Real Estate

The arrival of the pandemic almost two years ago exerted a seismic impact on home sales. Almost overnight, many who had been living in apartments and condos wanted out of cities and into the wide-open spaces of single-family homes, where they could home school and work from a den. That sent house prices soaring, while also quickly diminishing supplies of single-family dwellings in attractive home markets.

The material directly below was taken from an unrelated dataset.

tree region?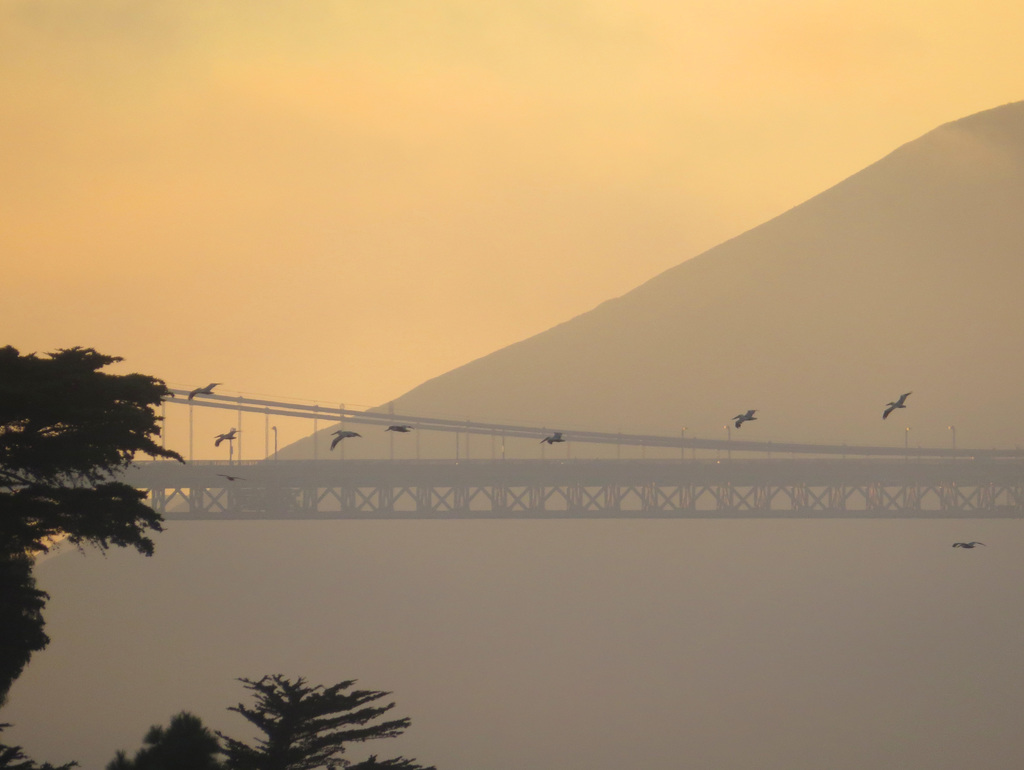
<box>0,712,228,768</box>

One option for some buyers has been working with individuals and companies that buy houses needing extensive work, rehab them and put the dwellings on the market through traditional market listings at prices allowing them to make a profit. According to some in this sector, robust demand for single-family homes is making greater profits possible for them, even when factoring in increased cost of acquiring the old houses.

Market forces

In the post-war decades of the 1950s and ‘60s, many new home communities sprung up to meet the needs of recently-returned World War II and Korean War GIs who wanted to move their families out of cramped city apartments. Entire suburbs featured modest, affordable 1950s-era ranch houses and 1960s-era split levels, whose existence allowed those starting out to become homeowners. But over the later decades of the 20th Century a variety of market forces, rising land costs and NIMBY tendencies all combined to render such houses less profitable to build. New home builders then transitioned to constructing homes aimed at middle-class and upscale buyers.

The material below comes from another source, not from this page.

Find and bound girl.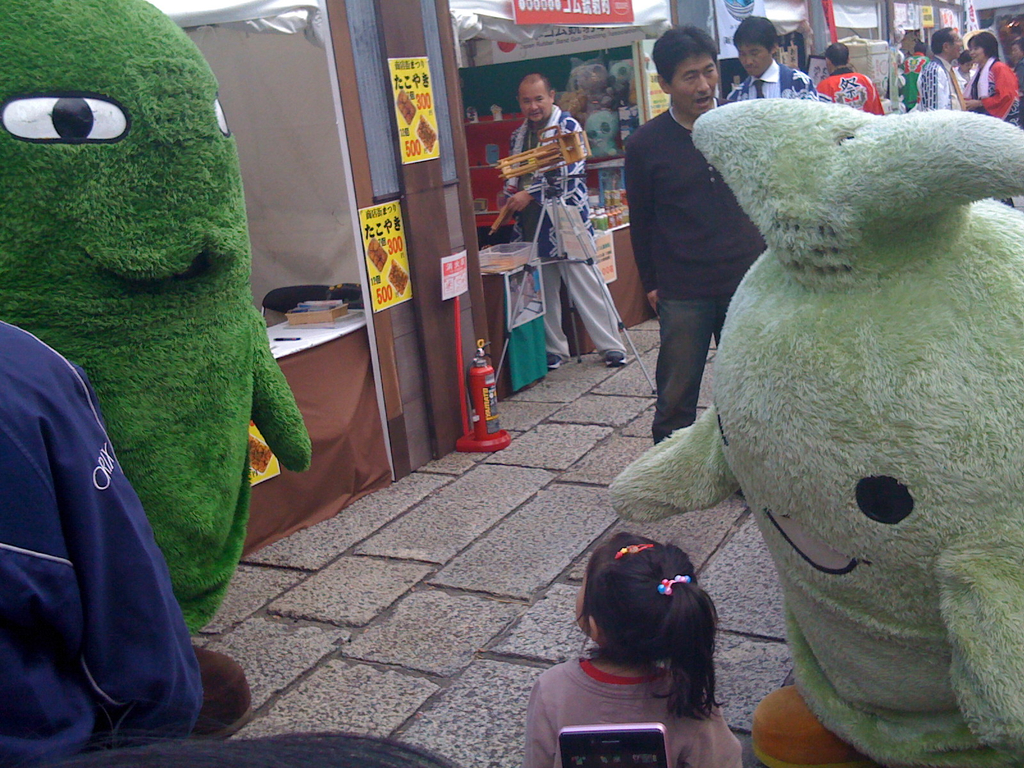
Bound: 959:31:1016:121.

According to Matt Lavinder, president of Bristol, Tenn.-based New Again Houses, the building of blue-collar single-family homes largely ended four decades ago. But the demand for such homes continues to be exerted to this day. “Our housing stock is now over 40 years old and there’s a tremendous amount of deferred maintenance, but very few businesses that can scale the rehab of our housing stock,” Lavinder says.

“The short-term drivers are fueled by low interest rates increasing the demand from buyers, and the pandemic’s surprising effect on the housing market. A house is no longer just a place to sleep. It’s become a school, an office and a movie theater. This has increased the demand for square footage. And we don’t have the supply of housing stock to meet the demand.”

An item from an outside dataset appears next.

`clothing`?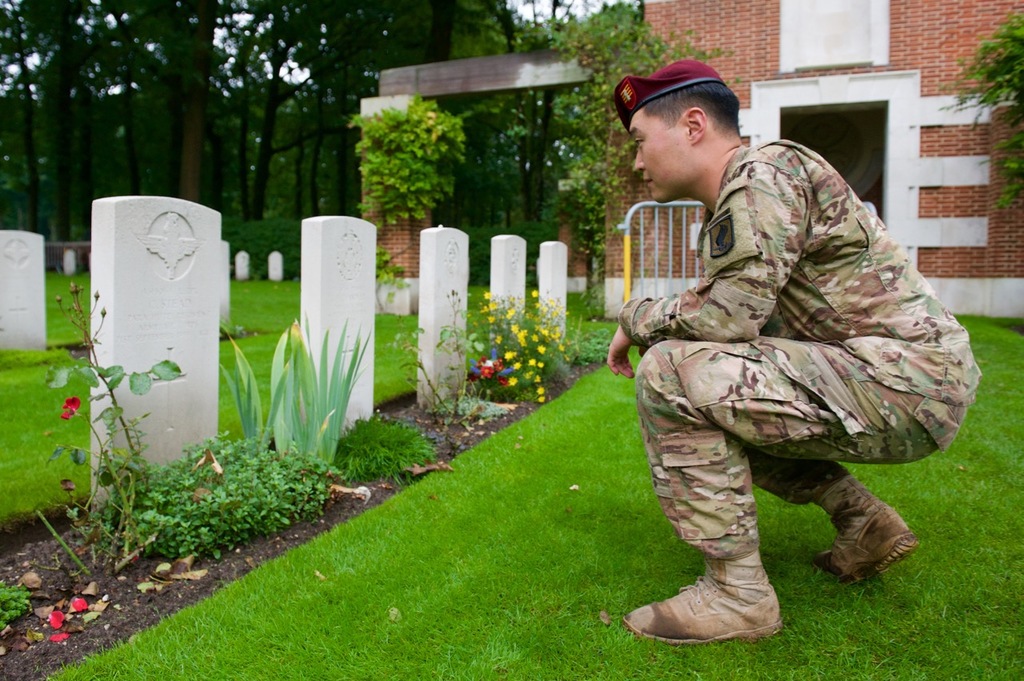
rect(614, 134, 983, 559)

That shortage has delivered opportunity for New Again Houses, as well as other companies that buy houses with cash from sellers looking to sell their homes as is. The companies handle the repairs and rehabs, freeing sellers from having to take on those chores themselves. Companies like Dallas, Tex.-based HomeVestors of America and Springfield, Va.-based Express HomeBuyers are among businesses filling the niche.

However, the opportunity served up by the pandemic to companies like Lavinder’s has been accompanied by hurdles that are also Covid-related. The most daunting, perhaps, is the difficulty of scaling such a business.

“The industry must move beyond the mom-and-pop model of rehabbing in order to create the competitive advantages required to overcome supply chain issues, skilled labor shortages and managing large rehab projects,” Lavinder says. “The solutions to those problems require capital and improved technology. We are trying to provide those solutions through a national franchise system.”

Beyond cosmetics

In choosing the houses it will transform, New Again Houses seeks residences where value can be added through efficient rehabs. Due to their near half-century or more age, many of these abodes require extensive upgrades to systems. “Homeowners typically don’t have enough cash or expertise to make these improvements,” Lavinder says. “We take a lot of pride in updating the systems and not just cosmetic upgrades.”

When the company leverages its capital and construction expertise to upgrade electrical and plumbing systems, Lavinder believes it adds value that doesn’t just benefit individual homeowners. “We are also playing a small part to solve the country’s current housing crisis,” he asserts.